DocLisboa: Anastasia Lapsui & Markku Lehmuskallio
Doclisboa (that takes place 19-29.10) will present another momentous retrospective – with the support of the Finnish Film Foundation – dedicated to the cinema of Anastasia Lapsui and Markku Lehmuskallio: this is the first complete retrospective dedicated to the directors.
Anastasia Lapsui, director and screenwriter, born in 1944 in the Yamalo-Nenets Autonomous Okrug, then territory of the Soviet Union, and Markku Lehmuskallio, director and director of photography, born in 1938 in Finland, have dedicated their lives and their work together to the indigenous peoples of the North: the Sami, Inuit, Nenets, Chukchi and Selkup, among others. In attempting to convey the ways of seeing and the culture of these peoples, whom they film through a wide variety of cinematic approaches, they have documented their lives and created a unique body of work.
Lehmuskallio worked as a forester in Finland and was introduced to filmmaking while creating instructional films. Lapsui, born into a nomadic family, was the first Indigenous radio journalist in Yamal. Their filmography includes the first Finnish feature in which the Sami people speak their own language, as well as Seven Songs from the Tundra, the first narrative film ever made in the Nenets language. While their cinematic project became a great anthropological study, it is – even – more than that. Nature, ecology, forests and the animal kingdom, plus our planet itself, are among the essential themes they adventurously approach. Lapsui and Lehmuskallio carry on the Flaherty legacy, without, however, repeating its approach. Their films can be seen as a collection of different possibilities for cinema to exist (perhaps, that is why the idea of painting and of how to turn reality into fiction is a recurrent motif in their ouevre).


TASK INSTRUCTIONS →
Search the data for the string "axis" and extract every line where it appears.
━━━━━ TASK INPUT
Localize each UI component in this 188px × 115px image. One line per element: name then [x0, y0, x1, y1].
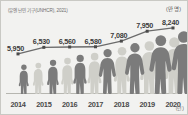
value-label: 7,950 — [136, 21, 153, 30]
person-figure-icon — [17, 64, 31, 94]
axis-unit-label: (년) — [176, 104, 184, 111]
value-label: 6,560 — [59, 37, 76, 46]
x-tick-label: 2014 — [10, 100, 25, 109]
value-label: 6,580 — [85, 37, 102, 46]
person-figure-icon — [45, 59, 61, 94]
person-figure-icon — [97, 48, 118, 94]
value-label: 5,950 — [7, 44, 24, 53]
value-label: 8,240 — [162, 18, 179, 27]
person-figure-icon — [31, 62, 46, 94]
x-tick-label: 2017 — [88, 100, 103, 109]
value-label: 6,530 — [33, 37, 50, 46]
refugee-population-chart: (유엔 난민 기구(UNHCR), 2021) (만 명) 5,9506,530… — [0, 0, 188, 115]
person-figure-icon — [123, 42, 147, 94]
x-axis: 2014201520162017201820192020 — [1, 97, 188, 111]
x-tick-label: 2015 — [36, 100, 51, 109]
x-tick-label: 2016 — [62, 100, 77, 109]
x-tick-label: 2019 — [140, 100, 155, 109]
x-tick-label: 2018 — [114, 100, 129, 109]
person-figure-icon — [169, 30, 188, 94]
person-figure-icon — [71, 54, 89, 94]
value-label: 7,080 — [110, 31, 127, 40]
━━━━━━━━━━
TASK OUTPUT →
axis-unit-label: (년) — [176, 104, 184, 111]
x-axis: 2014201520162017201820192020 — [1, 97, 188, 111]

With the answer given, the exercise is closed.